Kamala Harris seems to be as big a plagiarist as Joe Biden.
The other day she plagiarized a famous story that MLK related in an interview during the civil rights movement in the 60s and claimed an event that took during her own childhood that was too similar to ignore.
The story below details:
The other day she plagiarized a famous story that MLK related in an interview during the civil rights movement in the 60s and claimed an event that took during her own childhood that was too similar to ignore.
The story below details:
“Senator Kamala Harris started her life’s work young,” writer Ashley C. Ford led off the piece. “She laughs from her gut, the way you would with family, as she remembers being wheeled through an Oakland, California, civil rights march in a stroller with no straps with her parents and her uncle. At some point, she fell from the stroller … and the adults, caught up in the rapture of protest, just kept on marching. By the time they noticed little Kamala was gone and doubled back, she was understandably upset.”
“My mother tells the story about how I’m fussing,” Harris told the magazine. “And she’s like, ‘Baby, what do you want? What do you need?’ And I just looked at her and I said, ‘Fweedom.’”
But one eagle eyed Twitter user noticed that the Harris tale sounds remarkably similar to a 1965 interview King did for Playboy.
“I will never forget a moment in Birmingham when a White policeman accosted a little Negro girl, seven or eight years old, who was walking in a demonstration with her mother,” King said in the interview. “‘What do you want?’ the policeman asked her gruffly, and the little girl looked at him straight in the eye and answered, ‘Fee-dom.’ She couldn’t even pronounce it, but she knew. It was beautiful! Many times when I have been in sorely trying situations, the memory of that little one has come into my mind, and has buoyed me.”
This isn’t the first time Harris has faced accusations of fabricating tales of her childhood. Last month, she publicly celebrated the little-known African-American holiday of Kwanzaa, boasting that she had fond “childhood memories” of her family gathering “across multiple generations” and telling stories while they lit candles.
But as conservative commentator Matt Walsh pointed out, Kwanzaa wasn’t even invented until two years after Harris was born, making it unlikely that she would have a “deep childhood attachment” to the holiday.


▸ **YOUR OBJECTIVE**:
Only these lines, please: the first one of the records through the one containing "This screenshot has", retyped exactly, both ends included and pictures omitted.

Collection entries

------------

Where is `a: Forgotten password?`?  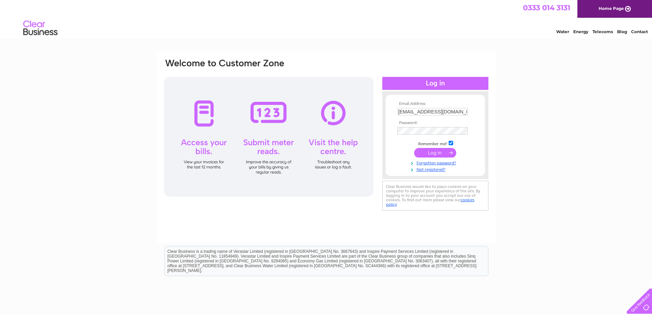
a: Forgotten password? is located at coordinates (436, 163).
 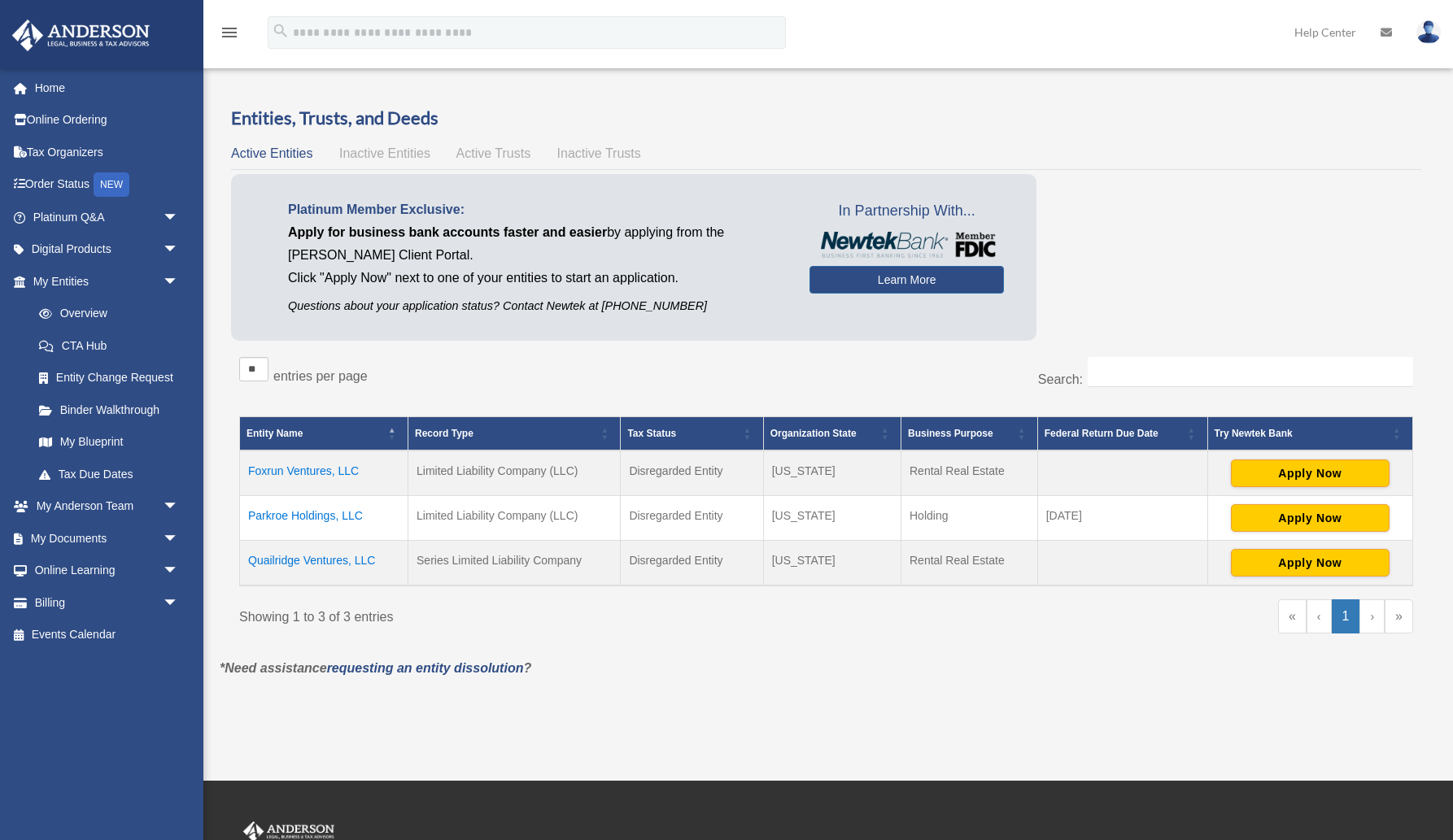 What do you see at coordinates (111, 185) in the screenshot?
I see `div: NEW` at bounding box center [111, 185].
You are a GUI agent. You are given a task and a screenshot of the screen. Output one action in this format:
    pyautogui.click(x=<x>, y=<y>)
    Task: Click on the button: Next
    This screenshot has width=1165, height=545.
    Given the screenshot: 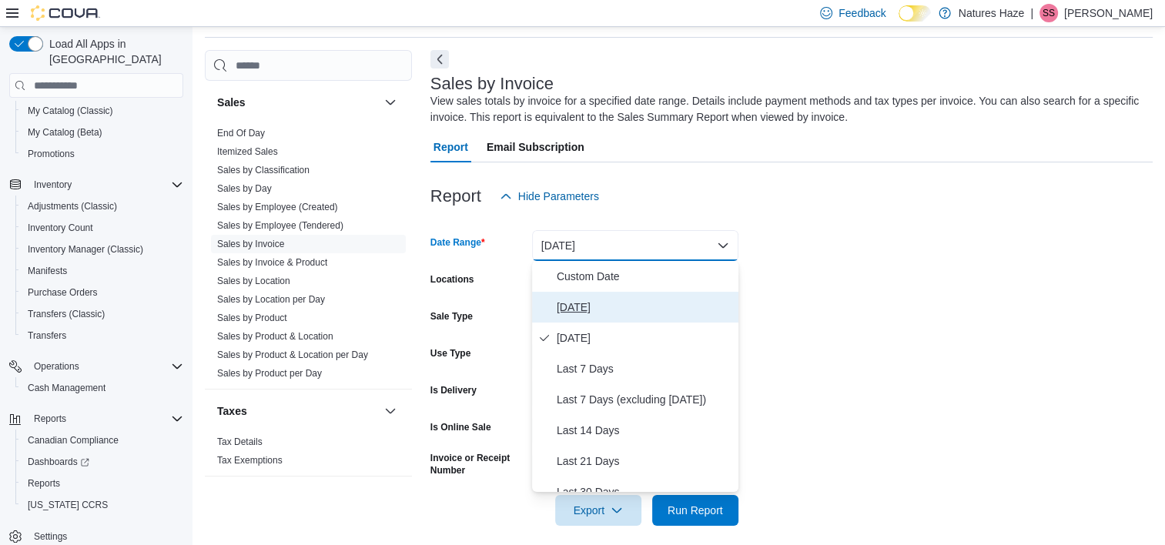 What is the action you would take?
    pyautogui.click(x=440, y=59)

------------

▸ **SOLUTION TO THE PROBLEM**:
Where is `a: Forgotten password?`?  
a: Forgotten password? is located at coordinates (436, 163).
  What do you see at coordinates (111, 185) in the screenshot?
I see `div: NEW` at bounding box center [111, 185].
You are a GUI agent. You are given a task and a screenshot of the screen. Output one action in this format:
    pyautogui.click(x=<x>, y=<y>)
    Task: Click on the button: Next
    This screenshot has width=1165, height=545.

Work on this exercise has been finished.